The Attorney General had come forward to launch the Voting Access and Integrity Initiative, whose name refers to the two main traditions in voting-rights law. Voter-access efforts, which have long been associated with Democrats, seek to remove barriers that discourage poor and minority voters; the Voting Rights Act itself is the paradigmatic voter-access policy. The voting-integrity movement, which has traditionally been favored by Republicans, targets fraud in the voting process, from voter registration to voting and ballot counting. Despite the title, Ashcroft’s proposal favored the “integrity” side of the ledger, mainly by assigning a federal prosecutor to watch for election crimes in each judicial district. These lawyers, Ashcroft said, would “deter and detect discrimination, prevent electoral corruption, and bring violators to justice.”
[…]
Von Spakovsky, a longtime activist in the voting-integrity cause, has emerged as the Administration’s chief operative on voting rights.

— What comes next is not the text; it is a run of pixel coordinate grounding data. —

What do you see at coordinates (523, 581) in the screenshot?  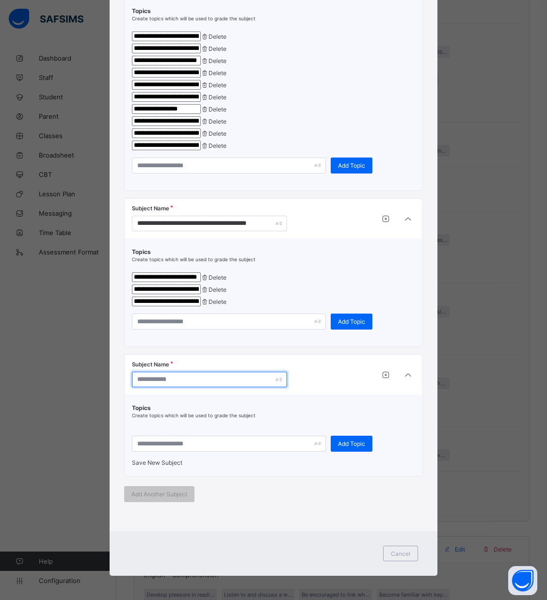 I see `button: Open asap` at bounding box center [523, 581].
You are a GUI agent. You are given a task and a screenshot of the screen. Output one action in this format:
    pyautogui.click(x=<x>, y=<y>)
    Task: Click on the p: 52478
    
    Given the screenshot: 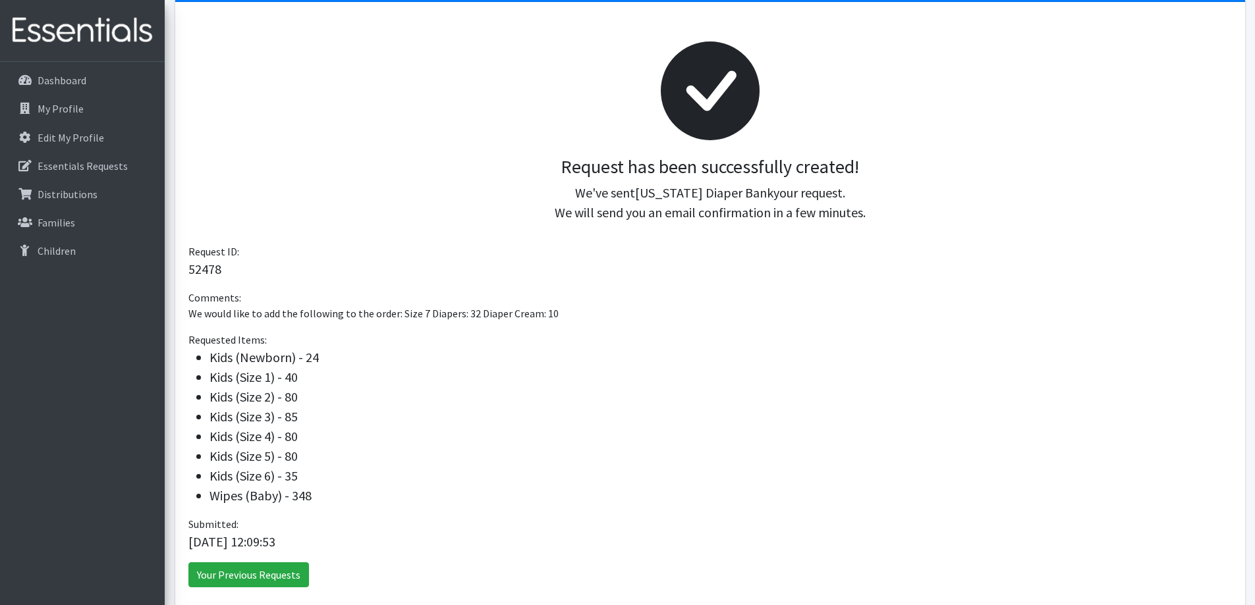 What is the action you would take?
    pyautogui.click(x=710, y=269)
    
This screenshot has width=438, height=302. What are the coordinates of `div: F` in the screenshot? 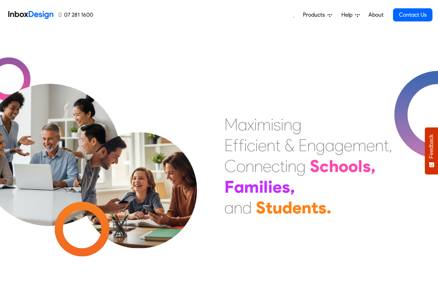 It's located at (229, 187).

Before going to Washington, he was a lawyer in private practice and a Republican appointee to the Fulton County Registration and Election Board, which runs elections in Atlanta. He belonged to the Federalist Society, a prominent organization of conservative lawyers, and had also joined the board of advisers of a lesser-known group called the Voting Integrity Project
The V.I.P. was founded by Deborah Phillips, a former county official of the Virginia Republican Party, as an organization devoted principally to fighting voting fraud and promoting voter education. In 1997, von Spakovsky wrote an article for the Georgia Public Policy Foundation, a conservative research group, that called for an aggressive campaign to “purge” the election rolls of felons. Within months of that article’s publication, the V.I.P. helped put von Spakovsky’s idea into action. Phillips met with the company that designed the process for the removal of alleged felons from the voting rolls in Florida, a process that led, notoriously, to the mistaken disenfranchisement of thousands of voters, most of them Democratic, before the 2000 election. (This year, Florida again tried to purge its voting rolls of felons, but the method was found to be so riddled with errors that it had to be abandoned.) During the thirty-six-day recount in Florida, von Spakovsky worked there as a volunteer for the Bush campaign. After the Inauguration, he was hired as an attorney in the Voting Section and was soon promoted to be counsel to the Assistant Attorney General, in what is known as the “front office” of the Civil Rights Division. In that position, von Spakovsky, who is forty-five years old, has become an important voice in the Voting Section. (Von Spakovsky, citing Justice Department policy, has also declined repeated requests to be interviewed.)
Well, I feel much better about these coming elections knowing that such a fair minded, non-partisan civil servant is working to ensure that all goes well.
In case anyone is wondering about the Voter Integrity project, it is another poisonous tentacle of the VRWC run by Helen Blackwell, wife of Morton Blackwell uber-conservative co-founder of the Moral Majority, recently renowned for the classy act of handing out purple band-aids at the Republican convention. (More on Blackwell at Democratic Veteran.)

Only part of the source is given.